Flatten a Nested List, official
№7.1 · 99 Picat ProblemsIn the original breakdown we went rogue from the official solution and ended up with something less elegant, so this solution is the same as described on the picat website and to me is much more clear and concise.
myFlatten([X|Xs]) = myFlatten(X) ++ myFlatten(Xs).
myFlatten([]) = [].
myFlatten(X) = [X].
Explanation
Recursive case for any list (line 1):
myFlatten([X|Xs]) = myFlatten(X) ++ myFlatten(Xs).
- Pattern matches any non-empty list
[X|Xs] - Recursively flatten both the head
Xand the tailXs - Concatenate the results with
++ - Key insight: This works whether
Xis a list or an atom! IfXis an atom,myFlatten(X)will match the third clause and return[X]. IfXis a list, it will recurse further.
Base case for empty list (line 2):
myFlatten([]) = [].
- An empty list flattens to an empty list
- This terminates recursion on the tail
Xs
Base case for atoms (line 3):
myFlatten(X) = [X].
- When
Xdoesn't match[_|_](not a list with head/tail), it must be an atom - Wrap it in a single-element list to prepare for concatenation
- This terminates recursion on individual elements
Complete Example
main =>
go_07b.
go_07b =>
A = [1,[2,[3,4],5]],
B = myFlatten(A),
println(B).
myFlatten([X|Xs]) = myFlatten(X) ++ myFlatten(Xs).
myFlatten([]) = [].
myFlatten(X) = [X].
How it works:
A = [1,[2,[3,4],5]]is a nested list- The first clause handles all non-empty lists by splitting into head and tail
- Recursion naturally handles nested lists without needing explicit
list(X)checks println(B)outputs[1,2,3,4,5]
Example Execution
myFlatten([1,[2,[3,4],5]])
→ myFlatten(1) ++ myFlatten([[2,[3,4],5]]) (split into head 1 and tail)
→ [1] ++ myFlatten([[2,[3,4],5]]) (1 is an atom → [1])
→ [1] ++ (myFlatten([2,[3,4],5]) ++ myFlatten([])) (split nested list)
→ [1] ++ (myFlatten([2,[3,4],5]) ++ []) (empty list → [])
→ [1] ++ (myFlatten(2) ++ myFlatten([[3,4],5])) (split into 2 and tail)
→ [1] ++ ([2] ++ myFlatten([[3,4],5])) (2 is an atom → [2])
→ [1] ++ ([2] ++ (myFlatten([3,4]) ++ myFlatten([5]))) (split nested list)
→ [1] ++ ([2] ++ ((myFlatten(3) ++ myFlatten([4])) ++ myFlatten([5])))
→ [1] ++ ([2] ++ (([3] ++ (myFlatten(4) ++ myFlatten([]))) ++ myFlatten([5])))
→ [1] ++ ([2] ++ (([3] ++ ([4] ++ [])) ++ (myFlatten(5) ++ myFlatten([]))))
→ [1] ++ ([2] ++ (([3] ++ [4]) ++ ([5] ++ []))) (atoms → lists)
→ [1,2,3,4,5] (all concatenations complete)Takeaways
-
Pattern matching eliminates guards: Instead of using
list(X)to check if something is a list, this solution relies on pattern matching.
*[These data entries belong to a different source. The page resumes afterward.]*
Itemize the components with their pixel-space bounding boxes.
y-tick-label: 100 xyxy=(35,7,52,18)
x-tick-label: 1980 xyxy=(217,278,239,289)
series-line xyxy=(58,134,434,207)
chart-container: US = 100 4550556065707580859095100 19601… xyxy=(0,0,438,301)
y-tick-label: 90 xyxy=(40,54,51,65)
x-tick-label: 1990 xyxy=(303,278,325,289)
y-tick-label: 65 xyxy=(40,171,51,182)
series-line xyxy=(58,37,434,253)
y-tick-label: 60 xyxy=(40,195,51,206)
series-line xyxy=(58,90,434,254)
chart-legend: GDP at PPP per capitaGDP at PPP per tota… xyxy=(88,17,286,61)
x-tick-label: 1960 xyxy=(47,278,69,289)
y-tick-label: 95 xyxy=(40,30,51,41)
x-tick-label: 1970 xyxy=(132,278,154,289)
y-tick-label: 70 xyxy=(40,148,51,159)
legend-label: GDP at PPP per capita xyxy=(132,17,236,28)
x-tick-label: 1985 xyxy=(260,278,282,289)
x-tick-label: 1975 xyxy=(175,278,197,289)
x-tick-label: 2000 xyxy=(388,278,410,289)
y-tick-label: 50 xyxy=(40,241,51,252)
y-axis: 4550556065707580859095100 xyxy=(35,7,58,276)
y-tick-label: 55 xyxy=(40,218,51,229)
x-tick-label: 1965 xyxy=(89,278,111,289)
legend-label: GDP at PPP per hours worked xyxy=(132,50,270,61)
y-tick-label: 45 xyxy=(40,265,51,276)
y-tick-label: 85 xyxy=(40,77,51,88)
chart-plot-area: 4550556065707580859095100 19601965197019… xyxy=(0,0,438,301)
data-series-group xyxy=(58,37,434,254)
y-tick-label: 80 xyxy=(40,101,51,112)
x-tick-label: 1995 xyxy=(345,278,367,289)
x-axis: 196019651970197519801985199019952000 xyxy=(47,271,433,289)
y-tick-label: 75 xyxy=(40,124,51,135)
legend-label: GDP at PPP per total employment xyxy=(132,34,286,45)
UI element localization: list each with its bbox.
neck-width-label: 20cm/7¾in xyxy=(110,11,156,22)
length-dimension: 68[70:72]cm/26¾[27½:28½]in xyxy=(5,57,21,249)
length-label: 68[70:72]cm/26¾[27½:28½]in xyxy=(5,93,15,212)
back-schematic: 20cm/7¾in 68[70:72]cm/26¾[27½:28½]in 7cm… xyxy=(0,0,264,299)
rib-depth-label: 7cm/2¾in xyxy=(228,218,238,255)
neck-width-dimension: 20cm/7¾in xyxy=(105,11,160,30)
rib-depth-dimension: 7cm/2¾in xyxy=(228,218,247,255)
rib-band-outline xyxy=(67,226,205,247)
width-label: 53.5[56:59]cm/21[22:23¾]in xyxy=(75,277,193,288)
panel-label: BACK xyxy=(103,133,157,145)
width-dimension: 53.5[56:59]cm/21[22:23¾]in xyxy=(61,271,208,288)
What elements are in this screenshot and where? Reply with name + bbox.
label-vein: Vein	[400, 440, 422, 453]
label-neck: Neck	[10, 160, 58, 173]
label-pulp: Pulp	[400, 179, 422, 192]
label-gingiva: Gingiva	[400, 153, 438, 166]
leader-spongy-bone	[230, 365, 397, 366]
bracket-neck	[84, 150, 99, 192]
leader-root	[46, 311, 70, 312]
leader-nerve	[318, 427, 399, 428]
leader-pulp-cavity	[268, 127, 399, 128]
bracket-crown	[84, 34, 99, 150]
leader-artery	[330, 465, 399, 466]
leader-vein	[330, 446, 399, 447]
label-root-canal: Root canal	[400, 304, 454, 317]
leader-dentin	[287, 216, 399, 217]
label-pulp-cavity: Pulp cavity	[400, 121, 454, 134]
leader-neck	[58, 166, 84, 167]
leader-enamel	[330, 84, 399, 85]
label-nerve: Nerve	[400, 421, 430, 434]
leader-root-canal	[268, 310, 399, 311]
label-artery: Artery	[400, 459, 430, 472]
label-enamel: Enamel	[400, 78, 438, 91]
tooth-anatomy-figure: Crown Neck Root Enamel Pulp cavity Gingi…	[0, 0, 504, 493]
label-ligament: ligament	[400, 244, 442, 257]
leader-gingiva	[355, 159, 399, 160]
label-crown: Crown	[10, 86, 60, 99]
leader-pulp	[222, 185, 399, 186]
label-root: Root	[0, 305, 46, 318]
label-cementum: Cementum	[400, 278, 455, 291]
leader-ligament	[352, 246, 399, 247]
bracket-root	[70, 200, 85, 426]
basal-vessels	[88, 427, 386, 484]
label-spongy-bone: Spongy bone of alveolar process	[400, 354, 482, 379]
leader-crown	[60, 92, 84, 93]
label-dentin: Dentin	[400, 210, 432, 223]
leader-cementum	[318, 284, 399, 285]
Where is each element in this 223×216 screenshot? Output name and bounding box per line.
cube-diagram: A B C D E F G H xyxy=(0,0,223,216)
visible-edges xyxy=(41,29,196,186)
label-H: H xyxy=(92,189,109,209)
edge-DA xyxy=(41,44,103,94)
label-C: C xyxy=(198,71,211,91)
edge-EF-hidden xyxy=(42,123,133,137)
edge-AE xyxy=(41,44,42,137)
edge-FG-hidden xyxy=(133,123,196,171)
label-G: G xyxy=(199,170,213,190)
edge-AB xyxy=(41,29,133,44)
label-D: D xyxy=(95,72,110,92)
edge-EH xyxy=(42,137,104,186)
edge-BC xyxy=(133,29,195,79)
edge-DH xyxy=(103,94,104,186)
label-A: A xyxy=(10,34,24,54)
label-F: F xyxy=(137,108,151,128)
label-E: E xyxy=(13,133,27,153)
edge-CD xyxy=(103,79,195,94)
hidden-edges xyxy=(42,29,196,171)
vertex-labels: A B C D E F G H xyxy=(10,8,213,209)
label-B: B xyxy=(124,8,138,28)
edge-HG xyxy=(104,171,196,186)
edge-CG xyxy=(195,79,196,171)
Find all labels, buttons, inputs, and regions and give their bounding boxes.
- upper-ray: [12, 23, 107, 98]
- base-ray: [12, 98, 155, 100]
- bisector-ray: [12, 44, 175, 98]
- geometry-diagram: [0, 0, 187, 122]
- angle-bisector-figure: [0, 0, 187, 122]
IfXmatches[_|_], it's a list (clause 1). If it matches[], it's empty (clause 2). Otherwise, it's an atom (clause 3). -
Polymorphic recursion: The first clause
myFlatten(X)works for both atoms and lists because the function handles both cases. This is a powerful technique—let the recursion figure out what each element is rather than checking explicitly. -
Simpler than Problem 7: Compare this to the guard-based version:
% With guards (Problem 7) myFlatten([X|Xs]) = Res, list(X) => Res = myFlatten(X) ++ myFlatten(Xs). myFlatten([X|Xs]) = [X] ++ myFlatten(Xs). % Without guards (Problem 7b) myFlatten([X|Xs]) = myFlatten(X) ++ myFlatten(Xs).The guard-based version explicitly checks
list(X)and has separate clauses for list vs non-list heads. The elegant version treats both uniformly—just recurse onXand let the pattern matching sort it out. -
Trust the recursion: This solution is a lovely example of "just recurse and it works out." Don't overthink whether
Xis a list or atom. -
Why three clauses? Each clause serves a distinct purpose:
- Clause 1: Decompose a non-empty list into head and tail
- Clause 2: Handle the empty list (recursion terminator for tails)
- Clause 3: Handle atoms (recursion terminator for individual elements)
You need all three because you encounter both empty lists
[](from tails) and atoms (from heads) during recursion.